Justice in the face of forced absence
The Supreme Court has just taken a step that, in this country, hurts but is necessary. Unanimously, it endorsed that if a witness is a victim of disappearance, his previous statement can be read at trial. His voice is not drowned out by his presence.
Minister President Hugo Aguilar Ortiz was clear. In a country marked by this tragedy, he said: “this decision defends something essential: that the absence of a person does not imply the loss of truth and justice.” The court stands, in his words, as a “sensitive” body.
A real case from Irapuato
The resolution did not come out of nowhere. It comes from an amparo related to an attack in Irapuato, Guanajuato. Two young men were walking when men in a vehicle shot them. One died, another survived.
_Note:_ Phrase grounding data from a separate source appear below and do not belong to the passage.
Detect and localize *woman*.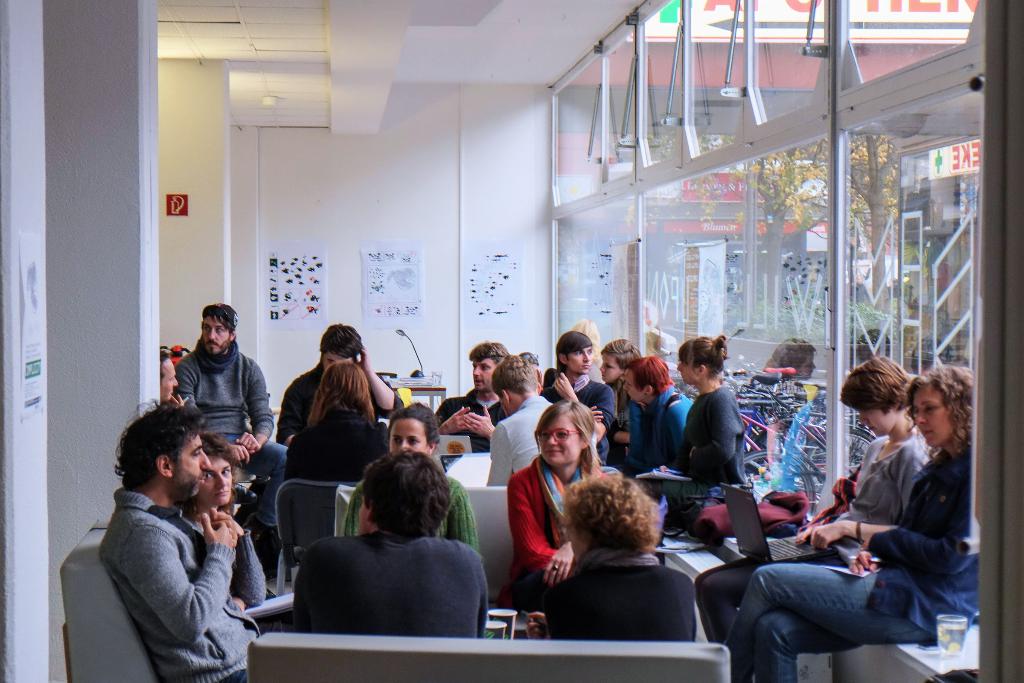
Localized at <region>289, 355, 408, 511</region>.
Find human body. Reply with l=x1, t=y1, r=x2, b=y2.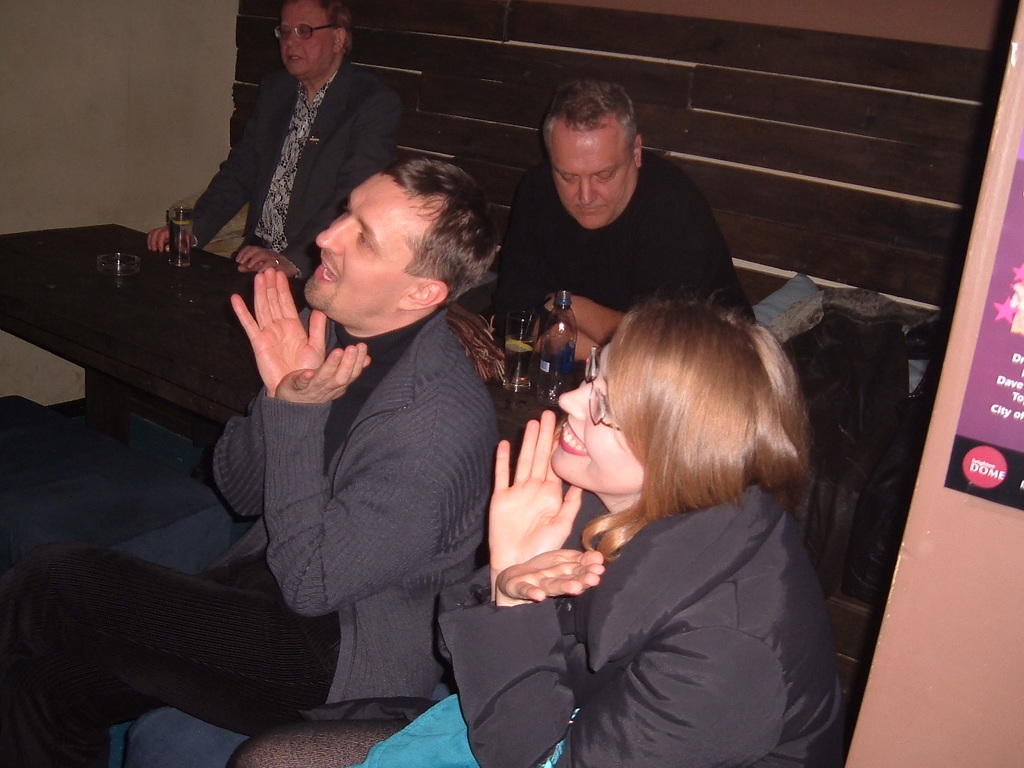
l=219, t=399, r=854, b=767.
The survivor gave his ministerial statement. Then, he was also disappeared. To pursue the case, the prosecution used the statements of family members. The arrested aggressor argued that this testimony read should not be valid. A court agreed with him.
It was then that the relatives of the murdered young man fought. They appealed to the Court arguing that the right to justice was violated. And they won.
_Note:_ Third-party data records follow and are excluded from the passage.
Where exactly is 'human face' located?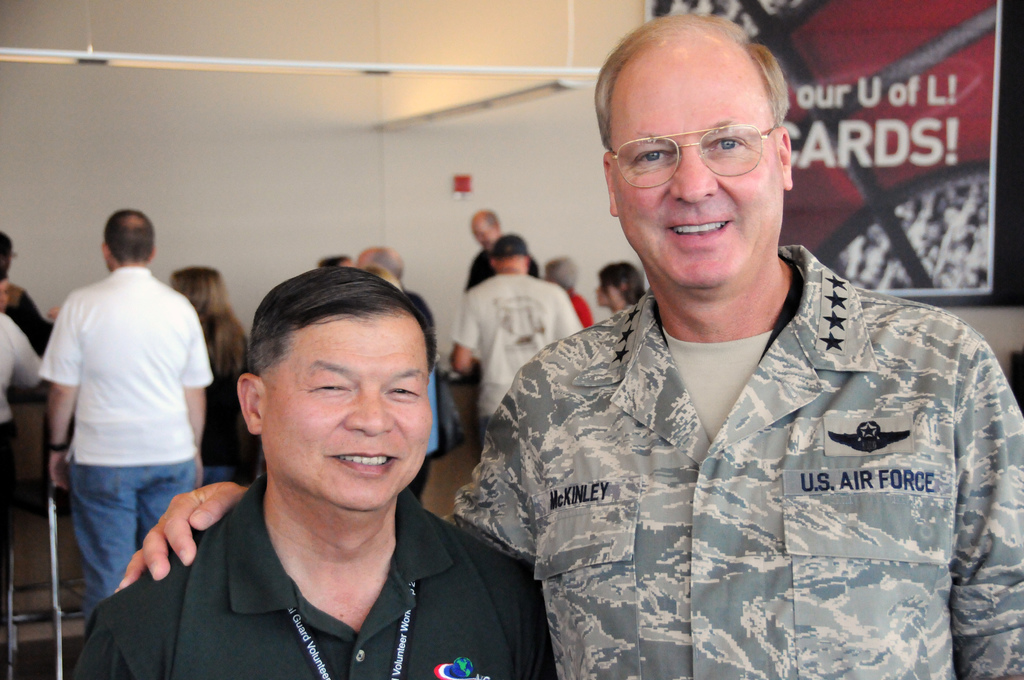
Its bounding box is bbox=(267, 324, 436, 508).
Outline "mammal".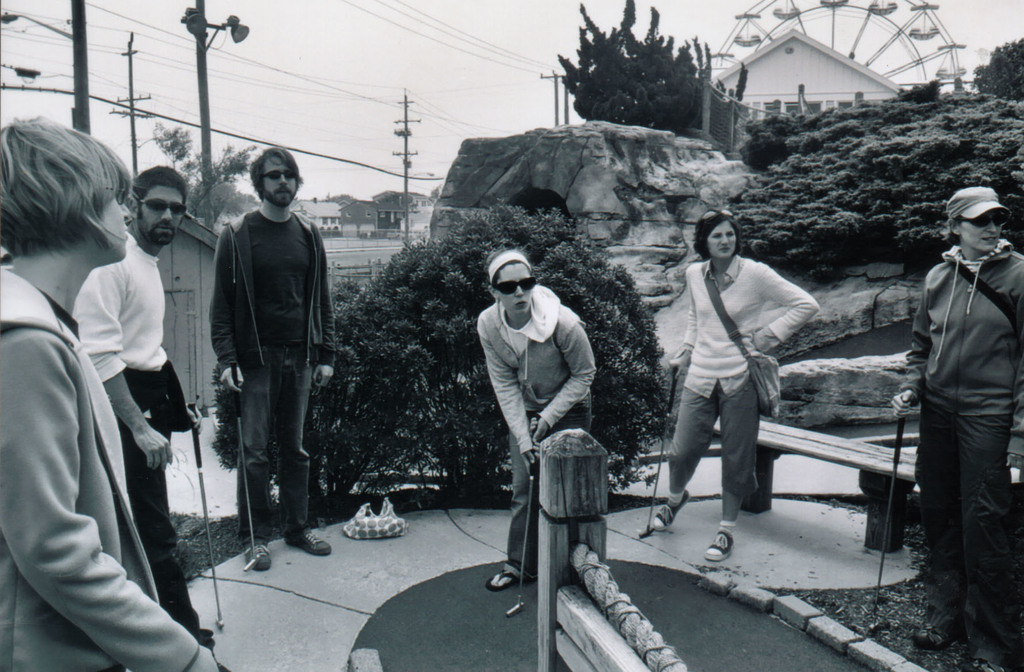
Outline: pyautogui.locateOnScreen(73, 170, 215, 643).
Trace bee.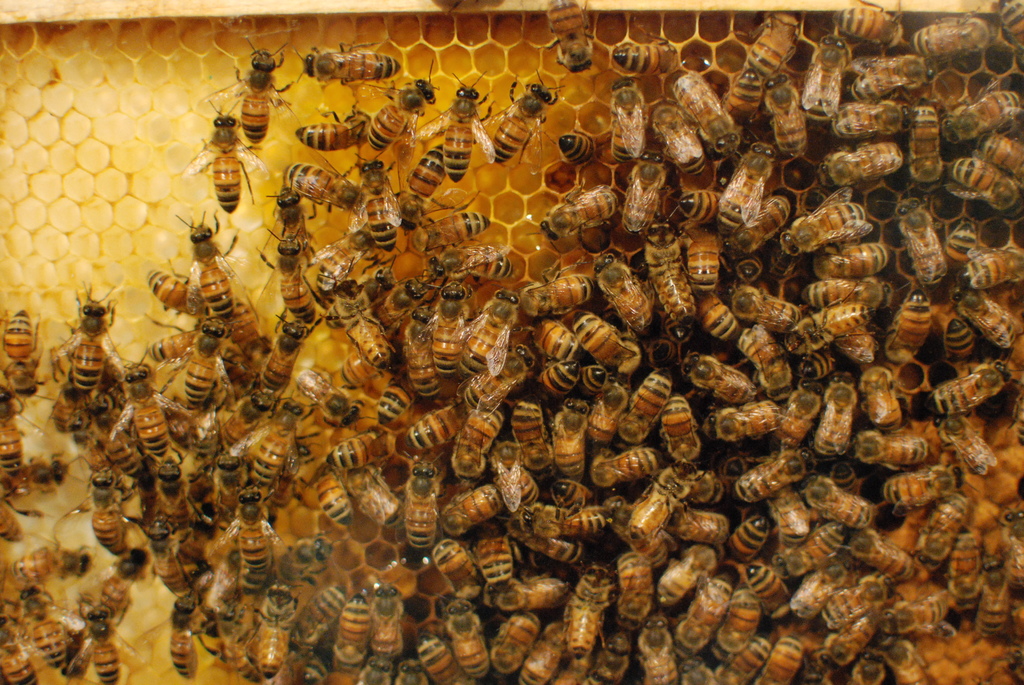
Traced to select_region(641, 615, 673, 684).
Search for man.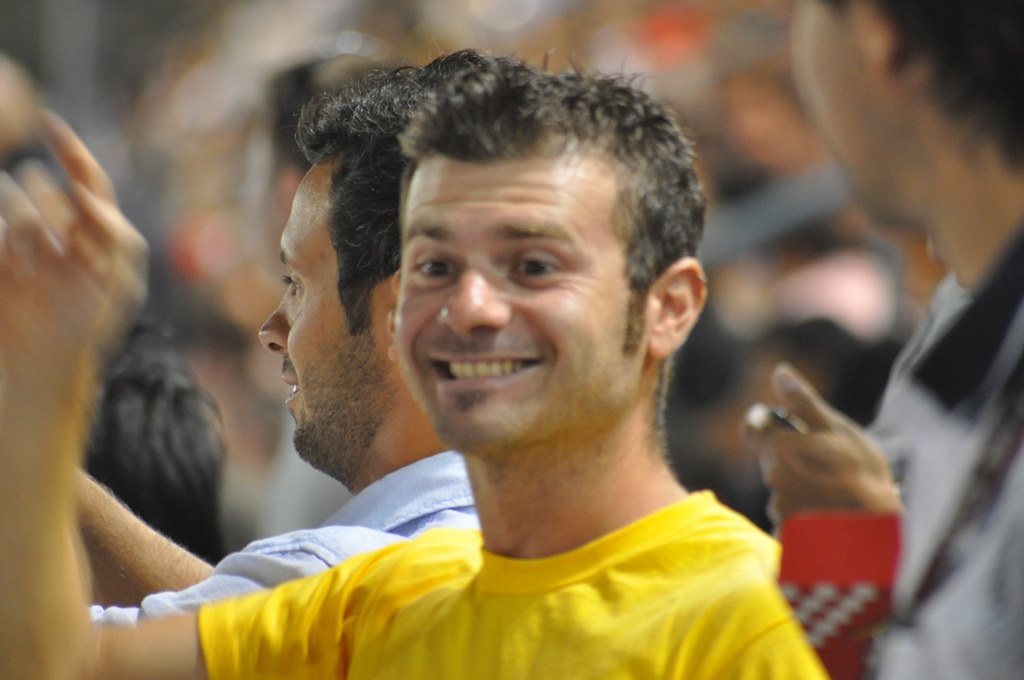
Found at 76,324,235,566.
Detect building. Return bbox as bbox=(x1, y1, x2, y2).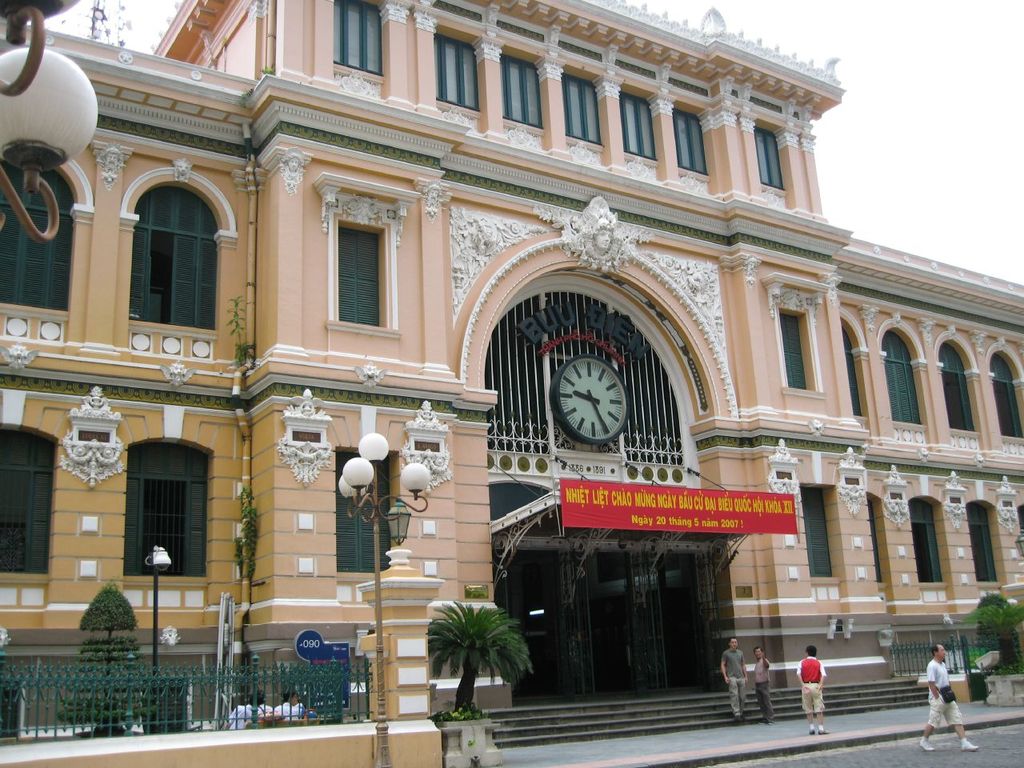
bbox=(0, 0, 1023, 767).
The project establishes something key: disappearance in a criminal context is an insurmountable circumstance. The person is in “extreme vulnerability”, with their human rights being continually violated. His inability to appear is real and beyond his control.
It is a pragmatic measure in the face of an atrocious reality. It seeks to ensure that the processes do not founder when witnesses are silenced by the same climate of violence that is intended to be judged. The memory of testimony against forced forgetting.